About this task:
Return the listing that follows, word for word.

Records for this task:
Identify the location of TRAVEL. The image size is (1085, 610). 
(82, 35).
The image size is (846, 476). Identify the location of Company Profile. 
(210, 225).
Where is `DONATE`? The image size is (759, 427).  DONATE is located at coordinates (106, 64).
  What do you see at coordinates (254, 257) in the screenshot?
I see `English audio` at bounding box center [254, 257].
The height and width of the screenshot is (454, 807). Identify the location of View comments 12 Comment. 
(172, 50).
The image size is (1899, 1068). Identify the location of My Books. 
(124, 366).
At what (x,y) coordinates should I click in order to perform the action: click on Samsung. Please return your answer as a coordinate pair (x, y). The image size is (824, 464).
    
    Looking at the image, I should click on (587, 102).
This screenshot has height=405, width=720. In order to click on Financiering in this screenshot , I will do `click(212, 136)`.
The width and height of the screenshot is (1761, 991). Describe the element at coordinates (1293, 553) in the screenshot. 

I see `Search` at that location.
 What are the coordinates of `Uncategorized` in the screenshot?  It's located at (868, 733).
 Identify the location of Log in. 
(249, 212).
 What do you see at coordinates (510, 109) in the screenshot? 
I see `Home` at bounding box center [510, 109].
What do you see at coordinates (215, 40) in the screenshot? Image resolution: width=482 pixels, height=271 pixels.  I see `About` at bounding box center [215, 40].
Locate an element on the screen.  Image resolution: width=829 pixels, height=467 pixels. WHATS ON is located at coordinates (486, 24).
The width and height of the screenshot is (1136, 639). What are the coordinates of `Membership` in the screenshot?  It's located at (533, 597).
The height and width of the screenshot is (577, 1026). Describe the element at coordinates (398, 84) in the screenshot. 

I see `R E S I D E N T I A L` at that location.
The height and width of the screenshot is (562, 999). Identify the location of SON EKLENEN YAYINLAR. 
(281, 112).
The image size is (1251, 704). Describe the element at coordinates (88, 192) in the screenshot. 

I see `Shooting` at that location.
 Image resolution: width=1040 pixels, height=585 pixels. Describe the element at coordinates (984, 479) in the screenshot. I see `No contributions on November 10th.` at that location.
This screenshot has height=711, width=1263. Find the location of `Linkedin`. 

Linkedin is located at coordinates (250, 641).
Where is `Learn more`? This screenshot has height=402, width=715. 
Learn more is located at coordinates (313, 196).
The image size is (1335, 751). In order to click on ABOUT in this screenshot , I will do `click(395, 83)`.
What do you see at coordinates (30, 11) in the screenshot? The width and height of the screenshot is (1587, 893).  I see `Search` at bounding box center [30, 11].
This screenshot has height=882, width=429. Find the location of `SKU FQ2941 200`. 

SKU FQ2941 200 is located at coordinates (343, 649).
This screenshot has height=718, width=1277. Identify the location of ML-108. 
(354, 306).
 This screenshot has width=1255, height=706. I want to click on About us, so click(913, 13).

Finished task:
Identify the location of TRAVEL. The image size is (1085, 610). 
(82, 35).
The image size is (846, 476). Identify the location of Company Profile. 
(210, 225).
Where is `DONATE`? The image size is (759, 427).  DONATE is located at coordinates (106, 64).
  What do you see at coordinates (254, 257) in the screenshot?
I see `English audio` at bounding box center [254, 257].
The height and width of the screenshot is (454, 807). Identify the location of View comments 12 Comment. 
(172, 50).
The image size is (1899, 1068). Identify the location of My Books. 
(124, 366).
At what (x,y) coordinates should I click in order to perform the action: click on Samsung. Please return your answer as a coordinate pair (x, y). The image size is (824, 464).
    
    Looking at the image, I should click on (587, 102).
This screenshot has height=405, width=720. In order to click on Financiering in this screenshot , I will do `click(212, 136)`.
The width and height of the screenshot is (1761, 991). Describe the element at coordinates (1293, 553) in the screenshot. 

I see `Search` at that location.
 What are the coordinates of `Uncategorized` in the screenshot?  It's located at (868, 733).
 Identify the location of Log in. 
(249, 212).
 What do you see at coordinates (510, 109) in the screenshot? 
I see `Home` at bounding box center [510, 109].
What do you see at coordinates (215, 40) in the screenshot? Image resolution: width=482 pixels, height=271 pixels.  I see `About` at bounding box center [215, 40].
Locate an element on the screen.  Image resolution: width=829 pixels, height=467 pixels. WHATS ON is located at coordinates (486, 24).
The width and height of the screenshot is (1136, 639). What are the coordinates of `Membership` in the screenshot?  It's located at (533, 597).
The height and width of the screenshot is (577, 1026). Describe the element at coordinates (398, 84) in the screenshot. 

I see `R E S I D E N T I A L` at that location.
The height and width of the screenshot is (562, 999). Identify the location of SON EKLENEN YAYINLAR. 
(281, 112).
The image size is (1251, 704). Describe the element at coordinates (88, 192) in the screenshot. 

I see `Shooting` at that location.
 Image resolution: width=1040 pixels, height=585 pixels. Describe the element at coordinates (984, 479) in the screenshot. I see `No contributions on November 10th.` at that location.
This screenshot has height=711, width=1263. Find the location of `Linkedin`. 

Linkedin is located at coordinates (250, 641).
Where is `Learn more`? This screenshot has height=402, width=715. 
Learn more is located at coordinates (313, 196).
The image size is (1335, 751). In order to click on ABOUT in this screenshot , I will do `click(395, 83)`.
What do you see at coordinates (30, 11) in the screenshot? The width and height of the screenshot is (1587, 893).  I see `Search` at bounding box center [30, 11].
This screenshot has height=882, width=429. Find the location of `SKU FQ2941 200`. 

SKU FQ2941 200 is located at coordinates (343, 649).
This screenshot has height=718, width=1277. Identify the location of ML-108. 
(354, 306).
 This screenshot has width=1255, height=706. I want to click on About us, so click(913, 13).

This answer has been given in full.